When we think about what to do, one thing to remember is that the quality of water is a direct reflection of how we treat the land. You don’t just magically clean up water by filtering it or something...you prevent it from becoming polluted in the first place.

Another thing to remember is that this is a legacy issue. It may seem a little weird, but when I sit in the congregation and see babies in parents’ arms and toddlers holding their grandparents’ hands, I realize that these young people could live to see the year 2100. The legacy we leave is to a generation already with us. If we can think long-term about Social Security, I don’t know why we can’t also do the same for natural resources, our nation’s natural capital.

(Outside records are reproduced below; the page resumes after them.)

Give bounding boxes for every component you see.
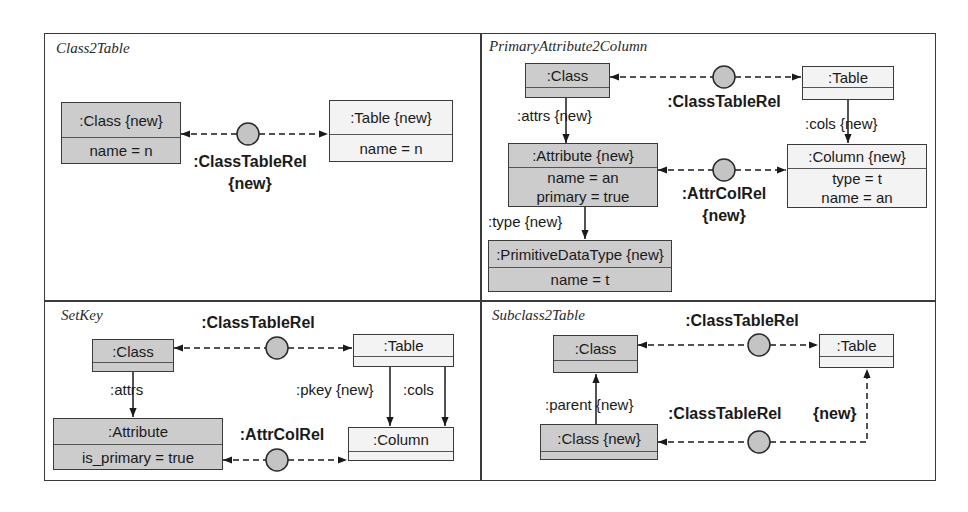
- node-attributes: is_primary = true: [54, 445, 222, 469]
- node-class[interactable]: :Class {new} name = n: [61, 102, 181, 164]
- node-attributes: [803, 88, 893, 99]
- node-column[interactable]: :Column {new} type = t name = an: [787, 144, 927, 208]
- node-attributes: name = n: [330, 135, 452, 161]
- node-header: :Column {new}: [788, 145, 926, 169]
- node-header: :Class: [93, 340, 173, 363]
- relation-label: :ClassTableRel: [668, 406, 800, 422]
- node-header: :Attribute: [54, 419, 222, 445]
- node-table[interactable]: :Table: [819, 334, 894, 368]
- node-attribute: is_primary = true: [82, 448, 194, 467]
- edge-label: :pkey {new}: [296, 382, 374, 397]
- node-column[interactable]: :Column: [348, 427, 454, 461]
- node-table[interactable]: :Table: [353, 334, 454, 367]
- panel-title: Subclass2Table: [492, 307, 585, 324]
- node-attribute: name = an: [547, 168, 618, 187]
- node-header: :Class {new}: [62, 103, 180, 138]
- node-attribute: name = t: [551, 270, 610, 289]
- node-class[interactable]: :Class: [553, 335, 638, 373]
- node-table[interactable]: :Table {new} name = n: [329, 100, 453, 162]
- edge-label: :cols: [403, 382, 434, 397]
- node-class[interactable]: :Class: [92, 339, 174, 372]
- node-attributes: name = n: [62, 138, 180, 163]
- relation-label: :AttrColRel: [232, 427, 332, 443]
- edge-label: :attrs {new}: [517, 108, 592, 123]
- relation-label: :ClassTableRel: [187, 154, 313, 170]
- node-header: :Class {new}: [541, 425, 657, 452]
- node-attributes: name = t: [489, 268, 671, 291]
- node-header: :Class: [554, 336, 637, 361]
- node-header: :Table: [820, 335, 893, 357]
- node-attribute: name = n: [90, 141, 153, 160]
- panel-title: Class2Table: [56, 40, 130, 57]
- edge-label: :attrs: [110, 382, 143, 397]
- node-table[interactable]: :Table: [802, 66, 894, 100]
- node-attribute: name = n: [360, 139, 423, 158]
- relation-modifier: {new}: [666, 208, 782, 224]
- node-attribute: type = t: [832, 169, 882, 188]
- node-header: :Column: [349, 428, 453, 452]
- relation-label: :ClassTableRel: [672, 313, 812, 329]
- node-header: :Class: [526, 64, 609, 88]
- node-header: :Attribute {new}: [509, 144, 657, 168]
- vertical-divider: [480, 33, 482, 481]
- node-attributes: [526, 88, 609, 97]
- node-subclass[interactable]: :Class {new}: [540, 424, 658, 460]
- node-attributes: [541, 452, 657, 459]
- node-attributes: [349, 452, 453, 460]
- node-class[interactable]: :Class: [525, 63, 610, 98]
- node-attribute[interactable]: :Attribute is_primary = true: [53, 418, 223, 470]
- panel-title: PrimaryAttribute2Column: [489, 38, 647, 55]
- node-header: :Table: [803, 67, 893, 88]
- relation-label: :ClassTableRel: [646, 94, 802, 110]
- node-attribute: name = an: [821, 188, 892, 207]
- edge-label: :type {new}: [488, 214, 562, 229]
- node-attributes: [354, 357, 453, 366]
- relation-modifier: {new}: [813, 406, 863, 422]
- node-attribute: primary = true: [537, 187, 630, 206]
- node-header: :Table: [354, 335, 453, 357]
- node-attributes: type = t name = an: [788, 169, 926, 207]
- panel-title: SetKey: [61, 307, 103, 324]
- node-attributes: [93, 363, 173, 371]
- node-header: :PrimitiveDataType {new}: [489, 241, 671, 268]
- edge-label: :cols {new}: [805, 116, 878, 131]
- relation-modifier: {new}: [187, 176, 313, 192]
- node-attributes: [820, 357, 893, 367]
- node-attribute[interactable]: :Attribute {new} name = an primary = tru…: [508, 143, 658, 207]
- node-header: :Table {new}: [330, 101, 452, 135]
- node-attributes: name = an primary = true: [509, 168, 657, 206]
- relation-label: :ClassTableRel: [188, 315, 328, 331]
- node-primitive-data-type[interactable]: :PrimitiveDataType {new} name = t: [488, 240, 672, 292]
- horizontal-divider: [44, 300, 936, 302]
- node-attributes: [554, 361, 637, 372]
- relation-label: :AttrColRel: [666, 186, 782, 202]
- edge-label: :parent {new}: [545, 397, 633, 412]
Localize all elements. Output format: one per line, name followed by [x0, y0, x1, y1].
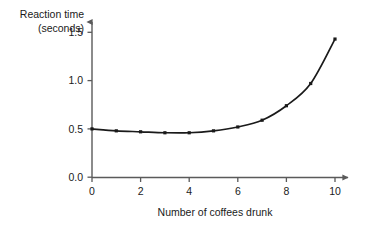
- y-tick-label-1-0: 1.0: [68, 74, 83, 86]
- y-tick-label-0-5: 0.5: [68, 123, 83, 135]
- x-tick-label-0: 0: [89, 185, 95, 197]
- series-markers: [90, 37, 336, 134]
- data-point: [163, 131, 166, 134]
- y-tick-label-0-0: 0.0: [68, 171, 83, 183]
- series-line: [92, 39, 335, 133]
- data-point: [188, 131, 191, 134]
- data-point: [90, 127, 93, 130]
- x-tick-label-8: 8: [283, 185, 289, 197]
- x-tick-label-4: 4: [186, 185, 192, 197]
- reaction-time-line-chart: 1.5 1.0 0.5 0.0 0 2 4 6 8 10 Reaction ti…: [0, 0, 382, 233]
- x-tick-label-6: 6: [235, 185, 241, 197]
- data-point: [236, 125, 239, 128]
- data-point: [285, 104, 288, 107]
- x-axis-title: Number of coffees drunk: [158, 206, 274, 218]
- x-tick-label-10: 10: [329, 185, 341, 197]
- x-tick-label-2: 2: [138, 185, 144, 197]
- data-point: [212, 129, 215, 132]
- data-point: [333, 37, 336, 40]
- data-point: [115, 129, 118, 132]
- data-point: [309, 82, 312, 85]
- data-point: [139, 130, 142, 133]
- chart-container: 1.5 1.0 0.5 0.0 0 2 4 6 8 10 Reaction ti…: [0, 0, 382, 233]
- y-axis-title-line2: (seconds): [38, 22, 84, 34]
- y-axis-title-line1: Reaction time: [20, 8, 84, 20]
- data-point: [261, 119, 264, 122]
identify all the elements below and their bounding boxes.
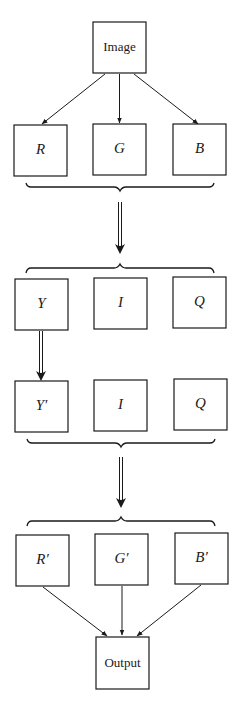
r-label: R bbox=[35, 141, 45, 157]
q-label-2: Q bbox=[195, 395, 206, 411]
i-node-2: I bbox=[94, 380, 147, 431]
b-prime-label: B′ bbox=[195, 549, 208, 565]
arrow-image-to-r bbox=[42, 74, 105, 124]
q-label: Q bbox=[194, 293, 205, 309]
b-label: B bbox=[195, 140, 204, 156]
brace-rgb bbox=[26, 183, 214, 191]
q-node-2: Q bbox=[174, 379, 227, 430]
i-label: I bbox=[117, 294, 124, 310]
y-prime-node: Y′ bbox=[15, 381, 68, 432]
g-prime-node: G′ bbox=[95, 534, 148, 585]
r-node: R bbox=[14, 125, 67, 176]
rgb-row: R G B bbox=[14, 124, 226, 176]
g-label: G bbox=[114, 140, 125, 156]
i-label-2: I bbox=[117, 396, 124, 412]
r-prime-label: R′ bbox=[35, 551, 49, 567]
y-node: Y bbox=[15, 279, 68, 330]
r-prime-node: R′ bbox=[16, 535, 69, 586]
i-node: I bbox=[94, 278, 147, 329]
y-prime-label: Y′ bbox=[36, 397, 48, 413]
q-node: Q bbox=[173, 277, 226, 328]
arrow-b-prime-to-output bbox=[137, 585, 201, 636]
output-label: Output bbox=[104, 655, 141, 670]
brace-rgb-prime bbox=[27, 517, 215, 526]
yiq-row: Y I Q bbox=[15, 277, 226, 330]
double-arrow-rgb-to-yiq bbox=[115, 202, 125, 254]
b-prime-node: B′ bbox=[175, 533, 228, 584]
g-node: G bbox=[93, 124, 146, 175]
double-arrow-y-to-y-prime bbox=[36, 331, 46, 381]
yiq-processing-diagram: Image R G B Y bbox=[0, 0, 243, 703]
y-prime-iq-row: Y′ I Q bbox=[15, 379, 227, 432]
arrow-r-prime-to-output bbox=[43, 587, 107, 636]
rgb-prime-row: R′ G′ B′ bbox=[16, 533, 228, 586]
double-arrow-yiq-to-rgb-prime bbox=[116, 457, 126, 508]
image-label: Image bbox=[103, 39, 136, 54]
split-arrows bbox=[42, 74, 198, 124]
arrow-image-to-b bbox=[134, 74, 198, 124]
b-node: B bbox=[173, 124, 226, 175]
output-node: Output bbox=[96, 637, 149, 689]
image-node: Image bbox=[93, 22, 146, 73]
brace-yiq bbox=[26, 264, 214, 273]
brace-y-prime-iq bbox=[27, 439, 215, 447]
g-prime-label: G′ bbox=[114, 550, 129, 566]
merge-arrows bbox=[43, 585, 201, 636]
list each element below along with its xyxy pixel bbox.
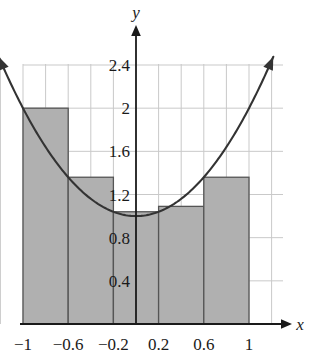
x-tick-label: 0.6 bbox=[193, 335, 214, 354]
y-tick-label: 1.6 bbox=[109, 142, 130, 161]
x-tick-label: −1 bbox=[14, 335, 32, 354]
x-tick-label: −0.2 bbox=[98, 335, 129, 354]
x-tick-label: −0.6 bbox=[53, 335, 84, 354]
plot-canvas: y x −1−0.6−0.20.20.61 0.40.81.21.622.4 bbox=[0, 0, 316, 363]
x-axis-label: x bbox=[295, 315, 304, 334]
x-tick-label: 0.2 bbox=[148, 335, 169, 354]
y-axis-label: y bbox=[130, 3, 140, 22]
y-tick-label: 2 bbox=[122, 99, 131, 118]
riemann-rectangle bbox=[159, 206, 204, 324]
y-tick-label: 1.2 bbox=[109, 186, 130, 205]
riemann-sum-figure: y x −1−0.6−0.20.20.61 0.40.81.21.622.4 bbox=[0, 0, 316, 363]
riemann-rectangle bbox=[204, 177, 249, 324]
y-tick-label: 2.4 bbox=[109, 56, 131, 75]
x-tick-label: 1 bbox=[245, 335, 254, 354]
riemann-rectangle bbox=[23, 108, 68, 324]
y-tick-label: 0.4 bbox=[109, 272, 131, 291]
y-tick-label: 0.8 bbox=[109, 229, 130, 248]
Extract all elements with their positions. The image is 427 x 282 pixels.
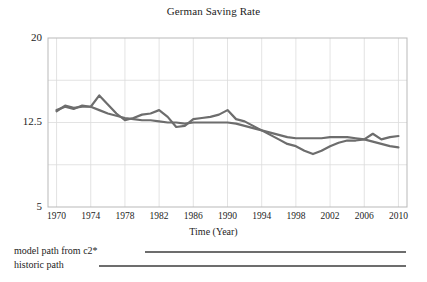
chart-figure: German Saving Rate 2012.55 1970197419781… (0, 0, 427, 282)
y-tick-label: 20 (2, 31, 42, 43)
legend-label-historic-path: historic path (14, 259, 64, 270)
legend-swatch-historic-path (99, 265, 406, 267)
x-tick-label: 2010 (378, 211, 418, 221)
legend-swatch-model-path (145, 251, 406, 253)
plot-area (0, 0, 427, 282)
y-tick-label: 5 (2, 200, 42, 212)
y-tick-label: 12.5 (2, 115, 42, 127)
x-axis-title: Time (Year) (0, 226, 427, 237)
legend-label-model-path: model path from c2* (14, 245, 98, 256)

What to do about international environmental problems is not so easy. Like you, I’m an individual who finds it hard to conceive of the fact that 1.2 billion people--1 in 5 people living on the planet today, do not have clean drinking water. And twice that number don’t have adequate sanitation...and those are conservative numbers from the United Nations.

What I’ve done, since it seems impossible to do anything on a macro level, is to think of it in terms of a micro level. Find and contribute to a group that works on clean water projects in poor nations. It might be a large U.S. or international organization--religiously affiliated or otherwise--or it might be a much smaller grassroots group.

There are lots of such organizations. One that’s local and that I’ve worked with as a volunteer board member is the Cottonwood Foundation, based in White Bear Lake, and founded by a couple of state employees in the early 1990s and known pretty much by word of mouth. It provides $1,000 grants to small grassroots organizations around the world...and in some of these places, $1,000 will really do something. It can build a dozen houses or provide a new room for a schoolhouse and pay a teacher’s salary for a year.

One application that I saw recently relating to water---and many of them do---described a colony in northern India in which 42 families, including 200 people, lived on government land outside a village. The people aren’t allowed in the village because they’re the lowest caste, and make their living by filling the lowest pay jobs in factories, workshops, construction...and even scavenging. They couldn’t live in the village, but they could draw water from the village well, which meant a 3 to 4 hour roundtrip hike each day for women to get it. So the letter was asking for $1,000 to dig their own well. They had a site, they’d raised $80, they had volunteer labor ready to work on it, but they needed $1000 to have it drilled, and to buy the steel casings, hand pumps and other equipment.

The foundation awarded them a grant, and the work is nearing completion. I’ll never go there, but that little speck on the planet now has a better life. It’s something. It has to count for something, that the 1.2 billion people without clean water has now been reduced by 200. In closing, let me say that water and air and land are not our largest environmental problem. The largest environmental problems are Poverty and Greed. It’s a moral issue. It’s a political issue. It’s a values issue. It’s a justice issue. It’s something that we can address. We have the power to make things better.